Source:
https://scmp.com/news/hong-kong/education-community/article/2094527/how-hong-kong-inventor-conquered-his-demons
Hong Kong/ Education

How a Hong Kong inventor conquered his demons to improve lives

David Cheung’s mind was a blank slate after electroshock therapy – yet he battled back to health and used his skills to make elderly people ‘more comfortable’

David Cheung runs Living Technology with his wife, doing everything from designing to building and maintaining their products. Photo: Xiaomei Chen

David Cheung Wai-sun is not your typical engineer. As a child, he battled severe depression because of family violence and poverty. By the time he was 13, he had attempted suicide five times.

After his last attempt, doctors put him in the psychiatric ward at Queen Mary Hospital and forced him to undergo electroconvulsive therapy, more commonly known as electroshock therapy.

Proponents of the controversial procedure say it “cures” depression by inducing seizures that alter brain chemistry, but Cheung said he was among those who suffered the side effects of having memory loss.

“They wiped everything. Things I learned in primary school – maths, for example – I didn’t know how to do any of that.

“When I came out of hospital after two years, I was a blank slate. I tried looking for a school to go to, but none of them would take me. It was a total failure.”

Without an education, Cheung had no choice but to work in a factory. Although he worked in packaging, a colleague in electronics took Cheung under his wing. From there, he started teaching himself what he missed in school by reading at a bookstore every day after work.

I read a book cover to cover about six times before remembering it David Cheung Wai-sun, inventor

“[Electroshock therapy] made me very forgetful – permanently. As I read a book, I’m constantly forgetting what I’ve read. I read a book cover to cover about six times before remembering it.

“I learned about electronics, music, computer programming – everything. I did this until I was 43 years old.”

That was when Cheung decided he needed a formal education. Despite his age, he built a portfolio, interviewed with City University, and got accepted. Five years later, he had a Bachelor of Arts in creative media and a first-class honours Master of Fine Arts in media technology.

For an assignment at university, he invented an electronic system that prevents dementia patients from wandering away from home – the high sensitivity field interference wander detector.

Conceptually, the system is drastically different from most on the market, which sound a loud alarm the moment patients step out the door, making them feel as if they are being held in confinement. This causes them to run away, which leads to nurses chasing them and forcefully dragging them back.

Cheung’s invention relies on a bit of psychology. A small sensor inserted into patients’ shoes alerts nurses when the individual leaves a home. Nurses will then coax the patients to come back. Under proper persuasion, most of them do not put up any struggle, according to Cheung.

After his professor referred him to a doctor with connections to a retirement home, Cheung shopped the detector around. In the 10 years since, about 300 elderly homes have adopted it, out of roughly 800 in Hong Kong.

“The first time I visited an elderly home, my first thought was: this is a psychiatric ward. Everything was exactly the same. Because [of my experience], I had a good idea of how to design these systems.”

Cheung’s clients have since requested more inventions, including a bed monitor that alerts nurses when someone needs to be helped out of bed, and a wireless call bell system that has saved lives.

The work is all done under his company, Living Technology, made up of only himself and his wife. They do everything from designing to building and maintaining the products.

Cheung’s fight against the odds have earned him a nomination for the South China Morning Post’s Spirit of Hong Kong Awards. Nominated by one of Tung Wah Hospital Group’s retirement homes, Cheung, 57, is shortlisted in the Overcoming Challenge category.

“I’m not your typical engineer, I’m more emotional,” he said. “I think about how to invent devices that will make people feel more comfortable.”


Instructions for the task – Filter the records below down to lines containing "South".

Records supplied START

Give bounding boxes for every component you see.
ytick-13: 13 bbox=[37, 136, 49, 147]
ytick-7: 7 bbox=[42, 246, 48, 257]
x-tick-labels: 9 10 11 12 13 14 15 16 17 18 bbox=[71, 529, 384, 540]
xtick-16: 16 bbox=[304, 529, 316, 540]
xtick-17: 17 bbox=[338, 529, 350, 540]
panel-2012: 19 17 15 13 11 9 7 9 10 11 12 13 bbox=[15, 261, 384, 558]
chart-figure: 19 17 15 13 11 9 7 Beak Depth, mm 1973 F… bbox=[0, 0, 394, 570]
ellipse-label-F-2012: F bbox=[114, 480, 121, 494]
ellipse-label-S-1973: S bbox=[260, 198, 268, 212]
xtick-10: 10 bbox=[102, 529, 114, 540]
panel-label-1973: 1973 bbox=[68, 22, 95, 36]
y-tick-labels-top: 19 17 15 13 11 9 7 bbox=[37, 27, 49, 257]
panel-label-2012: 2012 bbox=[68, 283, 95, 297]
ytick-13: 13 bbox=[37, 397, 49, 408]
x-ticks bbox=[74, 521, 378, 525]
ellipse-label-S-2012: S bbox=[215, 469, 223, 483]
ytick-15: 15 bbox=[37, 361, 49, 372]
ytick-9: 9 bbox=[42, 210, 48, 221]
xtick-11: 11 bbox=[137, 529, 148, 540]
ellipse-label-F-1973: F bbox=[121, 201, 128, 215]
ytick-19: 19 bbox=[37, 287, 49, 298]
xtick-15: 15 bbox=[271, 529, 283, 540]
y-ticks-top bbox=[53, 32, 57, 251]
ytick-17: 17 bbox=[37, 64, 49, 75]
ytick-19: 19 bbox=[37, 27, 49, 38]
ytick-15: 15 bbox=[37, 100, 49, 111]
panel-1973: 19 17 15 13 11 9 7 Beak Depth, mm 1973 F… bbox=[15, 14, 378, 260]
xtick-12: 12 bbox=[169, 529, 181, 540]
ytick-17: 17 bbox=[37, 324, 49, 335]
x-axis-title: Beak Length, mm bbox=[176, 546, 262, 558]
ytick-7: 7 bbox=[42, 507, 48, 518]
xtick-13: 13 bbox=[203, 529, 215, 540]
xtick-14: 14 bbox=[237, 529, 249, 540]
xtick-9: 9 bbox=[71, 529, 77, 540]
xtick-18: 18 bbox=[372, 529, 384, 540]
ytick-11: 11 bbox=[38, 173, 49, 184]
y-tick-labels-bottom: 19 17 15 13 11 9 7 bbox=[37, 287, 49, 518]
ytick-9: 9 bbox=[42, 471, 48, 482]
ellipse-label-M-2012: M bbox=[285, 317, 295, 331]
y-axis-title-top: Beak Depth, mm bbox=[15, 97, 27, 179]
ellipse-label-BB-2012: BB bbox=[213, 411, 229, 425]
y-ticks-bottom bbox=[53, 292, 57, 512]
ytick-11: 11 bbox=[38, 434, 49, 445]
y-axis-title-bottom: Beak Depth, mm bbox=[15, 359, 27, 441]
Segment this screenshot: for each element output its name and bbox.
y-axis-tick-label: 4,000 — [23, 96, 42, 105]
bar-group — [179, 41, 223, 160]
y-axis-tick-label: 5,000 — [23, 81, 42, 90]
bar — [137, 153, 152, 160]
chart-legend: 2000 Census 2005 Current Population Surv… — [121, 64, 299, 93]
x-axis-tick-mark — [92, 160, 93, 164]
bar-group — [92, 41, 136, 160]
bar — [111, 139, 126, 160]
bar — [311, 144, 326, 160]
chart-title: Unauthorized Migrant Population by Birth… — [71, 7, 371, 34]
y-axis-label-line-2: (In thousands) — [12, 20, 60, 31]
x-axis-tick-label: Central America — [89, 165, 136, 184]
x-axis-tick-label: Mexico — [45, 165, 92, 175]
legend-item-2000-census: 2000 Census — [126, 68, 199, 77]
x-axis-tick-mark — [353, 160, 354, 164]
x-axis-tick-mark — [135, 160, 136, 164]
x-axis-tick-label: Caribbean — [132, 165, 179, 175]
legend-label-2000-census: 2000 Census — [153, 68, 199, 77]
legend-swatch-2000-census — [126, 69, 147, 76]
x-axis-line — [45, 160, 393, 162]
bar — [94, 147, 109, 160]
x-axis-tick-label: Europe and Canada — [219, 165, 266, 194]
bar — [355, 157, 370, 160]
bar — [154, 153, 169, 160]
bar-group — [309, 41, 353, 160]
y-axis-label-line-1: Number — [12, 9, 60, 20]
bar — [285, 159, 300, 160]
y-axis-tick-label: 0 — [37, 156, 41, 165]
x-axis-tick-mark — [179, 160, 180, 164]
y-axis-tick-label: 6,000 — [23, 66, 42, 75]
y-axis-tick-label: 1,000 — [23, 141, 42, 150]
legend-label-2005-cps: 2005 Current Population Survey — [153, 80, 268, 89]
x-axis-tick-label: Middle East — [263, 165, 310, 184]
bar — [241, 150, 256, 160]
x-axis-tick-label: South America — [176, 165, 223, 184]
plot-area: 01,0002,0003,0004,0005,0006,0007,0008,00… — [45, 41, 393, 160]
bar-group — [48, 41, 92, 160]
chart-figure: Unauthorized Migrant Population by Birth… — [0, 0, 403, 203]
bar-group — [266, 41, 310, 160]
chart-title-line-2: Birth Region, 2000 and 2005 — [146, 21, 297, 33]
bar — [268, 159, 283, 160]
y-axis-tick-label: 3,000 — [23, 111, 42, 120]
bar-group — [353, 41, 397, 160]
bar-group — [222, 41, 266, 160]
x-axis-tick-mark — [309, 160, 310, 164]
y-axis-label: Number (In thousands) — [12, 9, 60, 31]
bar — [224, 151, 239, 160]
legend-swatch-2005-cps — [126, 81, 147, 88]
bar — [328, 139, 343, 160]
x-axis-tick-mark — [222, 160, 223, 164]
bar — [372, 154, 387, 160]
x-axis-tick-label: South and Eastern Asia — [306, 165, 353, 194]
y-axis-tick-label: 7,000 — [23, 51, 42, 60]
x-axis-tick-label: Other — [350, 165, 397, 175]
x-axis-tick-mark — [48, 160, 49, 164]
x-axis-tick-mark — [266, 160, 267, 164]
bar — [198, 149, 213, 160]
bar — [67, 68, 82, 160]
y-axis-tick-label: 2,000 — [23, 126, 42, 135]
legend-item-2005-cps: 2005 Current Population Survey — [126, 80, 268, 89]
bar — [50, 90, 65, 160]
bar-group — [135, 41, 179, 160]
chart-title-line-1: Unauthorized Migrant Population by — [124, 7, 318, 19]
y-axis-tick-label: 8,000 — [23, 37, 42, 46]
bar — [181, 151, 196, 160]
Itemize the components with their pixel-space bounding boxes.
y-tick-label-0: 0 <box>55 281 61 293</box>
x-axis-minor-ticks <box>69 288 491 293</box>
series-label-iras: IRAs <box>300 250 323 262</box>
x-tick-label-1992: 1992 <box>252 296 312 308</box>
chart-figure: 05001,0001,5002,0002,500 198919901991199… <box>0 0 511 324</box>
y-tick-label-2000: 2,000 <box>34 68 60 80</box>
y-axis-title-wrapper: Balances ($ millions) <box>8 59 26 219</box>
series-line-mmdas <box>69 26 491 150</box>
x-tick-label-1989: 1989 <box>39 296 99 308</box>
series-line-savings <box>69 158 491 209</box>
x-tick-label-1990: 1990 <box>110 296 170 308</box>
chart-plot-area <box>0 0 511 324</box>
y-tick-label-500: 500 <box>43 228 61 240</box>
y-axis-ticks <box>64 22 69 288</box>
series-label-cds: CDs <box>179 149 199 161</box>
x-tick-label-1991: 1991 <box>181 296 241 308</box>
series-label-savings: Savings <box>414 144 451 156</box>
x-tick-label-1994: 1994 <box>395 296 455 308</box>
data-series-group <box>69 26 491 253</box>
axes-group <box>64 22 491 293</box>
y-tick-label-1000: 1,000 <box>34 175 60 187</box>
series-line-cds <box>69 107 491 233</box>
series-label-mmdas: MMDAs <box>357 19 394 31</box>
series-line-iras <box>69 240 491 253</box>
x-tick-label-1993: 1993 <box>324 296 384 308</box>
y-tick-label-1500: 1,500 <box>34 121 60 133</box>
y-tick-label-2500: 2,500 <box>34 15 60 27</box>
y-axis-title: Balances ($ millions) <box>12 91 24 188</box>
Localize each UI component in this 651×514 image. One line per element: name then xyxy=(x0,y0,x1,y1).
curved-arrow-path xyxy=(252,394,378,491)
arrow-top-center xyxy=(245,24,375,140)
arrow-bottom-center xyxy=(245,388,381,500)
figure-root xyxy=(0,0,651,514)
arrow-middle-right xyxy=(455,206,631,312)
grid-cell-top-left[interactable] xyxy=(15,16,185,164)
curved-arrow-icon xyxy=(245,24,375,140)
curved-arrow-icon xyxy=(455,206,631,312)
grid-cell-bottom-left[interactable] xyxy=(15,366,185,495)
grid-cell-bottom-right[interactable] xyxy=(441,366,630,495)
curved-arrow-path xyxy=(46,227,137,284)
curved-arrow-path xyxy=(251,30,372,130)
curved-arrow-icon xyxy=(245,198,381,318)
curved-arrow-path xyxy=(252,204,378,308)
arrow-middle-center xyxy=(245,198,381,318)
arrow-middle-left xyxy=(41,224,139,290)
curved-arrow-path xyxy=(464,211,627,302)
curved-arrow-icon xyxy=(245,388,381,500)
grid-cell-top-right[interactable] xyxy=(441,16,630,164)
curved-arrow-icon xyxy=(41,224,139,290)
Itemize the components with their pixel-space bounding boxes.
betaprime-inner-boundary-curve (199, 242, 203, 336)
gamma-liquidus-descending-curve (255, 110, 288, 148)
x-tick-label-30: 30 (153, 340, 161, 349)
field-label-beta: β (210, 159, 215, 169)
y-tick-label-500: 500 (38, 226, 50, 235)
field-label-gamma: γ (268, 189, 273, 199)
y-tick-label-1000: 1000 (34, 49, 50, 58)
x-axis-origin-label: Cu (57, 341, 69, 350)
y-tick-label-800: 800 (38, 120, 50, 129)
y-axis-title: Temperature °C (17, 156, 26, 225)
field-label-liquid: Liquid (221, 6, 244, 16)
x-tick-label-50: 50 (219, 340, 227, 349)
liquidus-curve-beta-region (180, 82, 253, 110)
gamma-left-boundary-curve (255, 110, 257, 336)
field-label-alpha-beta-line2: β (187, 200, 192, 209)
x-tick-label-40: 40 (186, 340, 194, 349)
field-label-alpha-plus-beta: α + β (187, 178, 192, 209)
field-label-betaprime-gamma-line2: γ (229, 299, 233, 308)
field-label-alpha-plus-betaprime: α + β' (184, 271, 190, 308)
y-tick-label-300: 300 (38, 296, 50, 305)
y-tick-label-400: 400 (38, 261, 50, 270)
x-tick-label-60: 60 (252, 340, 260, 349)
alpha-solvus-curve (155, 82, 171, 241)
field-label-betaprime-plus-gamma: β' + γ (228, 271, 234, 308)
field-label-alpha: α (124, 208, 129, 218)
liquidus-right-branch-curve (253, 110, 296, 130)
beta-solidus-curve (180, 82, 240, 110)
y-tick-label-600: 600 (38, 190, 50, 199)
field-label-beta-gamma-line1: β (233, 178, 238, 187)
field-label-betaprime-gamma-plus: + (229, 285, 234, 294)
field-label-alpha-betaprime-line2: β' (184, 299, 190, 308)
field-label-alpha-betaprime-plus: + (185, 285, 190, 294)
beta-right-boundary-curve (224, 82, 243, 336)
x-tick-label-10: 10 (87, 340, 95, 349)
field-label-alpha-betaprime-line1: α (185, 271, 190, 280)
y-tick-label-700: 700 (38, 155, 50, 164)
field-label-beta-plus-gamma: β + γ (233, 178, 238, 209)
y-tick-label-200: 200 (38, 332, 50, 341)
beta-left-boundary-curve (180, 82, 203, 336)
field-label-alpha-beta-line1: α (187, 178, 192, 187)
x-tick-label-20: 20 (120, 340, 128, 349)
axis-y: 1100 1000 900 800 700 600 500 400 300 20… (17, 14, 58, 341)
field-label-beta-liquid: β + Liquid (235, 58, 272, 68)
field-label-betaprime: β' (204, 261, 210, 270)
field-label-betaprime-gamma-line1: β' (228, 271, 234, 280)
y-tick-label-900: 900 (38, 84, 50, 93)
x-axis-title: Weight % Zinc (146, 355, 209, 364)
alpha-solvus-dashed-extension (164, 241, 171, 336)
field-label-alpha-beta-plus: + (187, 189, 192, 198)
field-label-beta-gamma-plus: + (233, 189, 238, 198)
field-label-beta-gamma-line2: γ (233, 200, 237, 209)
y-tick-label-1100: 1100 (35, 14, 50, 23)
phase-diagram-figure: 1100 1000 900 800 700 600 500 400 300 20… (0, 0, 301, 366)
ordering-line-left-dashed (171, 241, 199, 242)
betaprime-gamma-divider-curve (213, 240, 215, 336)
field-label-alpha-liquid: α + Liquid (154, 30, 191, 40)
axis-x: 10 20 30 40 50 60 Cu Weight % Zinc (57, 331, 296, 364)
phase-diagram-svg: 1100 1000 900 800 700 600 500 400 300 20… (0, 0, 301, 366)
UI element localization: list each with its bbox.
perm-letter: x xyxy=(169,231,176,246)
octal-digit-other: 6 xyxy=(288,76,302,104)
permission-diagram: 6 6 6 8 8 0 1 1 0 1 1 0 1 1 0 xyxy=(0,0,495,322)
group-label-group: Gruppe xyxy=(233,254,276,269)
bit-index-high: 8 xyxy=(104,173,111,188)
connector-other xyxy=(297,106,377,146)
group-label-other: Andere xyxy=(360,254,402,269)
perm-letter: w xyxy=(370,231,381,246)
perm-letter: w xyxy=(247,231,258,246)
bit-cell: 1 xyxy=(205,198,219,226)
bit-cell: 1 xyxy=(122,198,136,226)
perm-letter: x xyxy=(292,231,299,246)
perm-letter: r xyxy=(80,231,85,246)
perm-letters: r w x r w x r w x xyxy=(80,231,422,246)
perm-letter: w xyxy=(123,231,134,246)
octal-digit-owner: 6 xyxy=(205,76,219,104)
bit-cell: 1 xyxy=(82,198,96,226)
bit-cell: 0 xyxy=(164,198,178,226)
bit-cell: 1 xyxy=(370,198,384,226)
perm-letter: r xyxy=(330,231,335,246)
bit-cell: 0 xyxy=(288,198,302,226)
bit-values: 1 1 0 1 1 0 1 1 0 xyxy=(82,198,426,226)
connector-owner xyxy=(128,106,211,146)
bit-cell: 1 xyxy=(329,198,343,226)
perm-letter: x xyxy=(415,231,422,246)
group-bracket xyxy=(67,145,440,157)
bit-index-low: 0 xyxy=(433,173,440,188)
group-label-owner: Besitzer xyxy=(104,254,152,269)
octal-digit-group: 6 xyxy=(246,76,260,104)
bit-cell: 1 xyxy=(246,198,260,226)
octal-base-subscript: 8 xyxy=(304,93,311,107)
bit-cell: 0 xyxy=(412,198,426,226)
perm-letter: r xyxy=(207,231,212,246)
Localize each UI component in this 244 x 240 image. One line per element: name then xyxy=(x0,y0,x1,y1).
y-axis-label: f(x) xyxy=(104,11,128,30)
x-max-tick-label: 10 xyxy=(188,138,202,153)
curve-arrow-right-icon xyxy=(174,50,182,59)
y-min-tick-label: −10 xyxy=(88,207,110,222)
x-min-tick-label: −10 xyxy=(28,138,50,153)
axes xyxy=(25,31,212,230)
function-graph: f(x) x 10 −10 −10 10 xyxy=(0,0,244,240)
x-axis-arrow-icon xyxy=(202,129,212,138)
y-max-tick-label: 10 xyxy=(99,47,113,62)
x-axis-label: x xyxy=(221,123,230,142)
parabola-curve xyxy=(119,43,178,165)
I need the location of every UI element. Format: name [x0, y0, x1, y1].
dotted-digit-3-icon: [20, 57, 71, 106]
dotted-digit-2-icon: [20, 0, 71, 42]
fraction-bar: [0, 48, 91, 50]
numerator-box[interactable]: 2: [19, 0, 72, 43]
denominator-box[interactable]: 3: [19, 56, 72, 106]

Records supplied END

Exercise solution –
x-axis-tick-label: South America — [176, 165, 223, 184]
x-axis-tick-label: South and Eastern Asia — [306, 165, 353, 194]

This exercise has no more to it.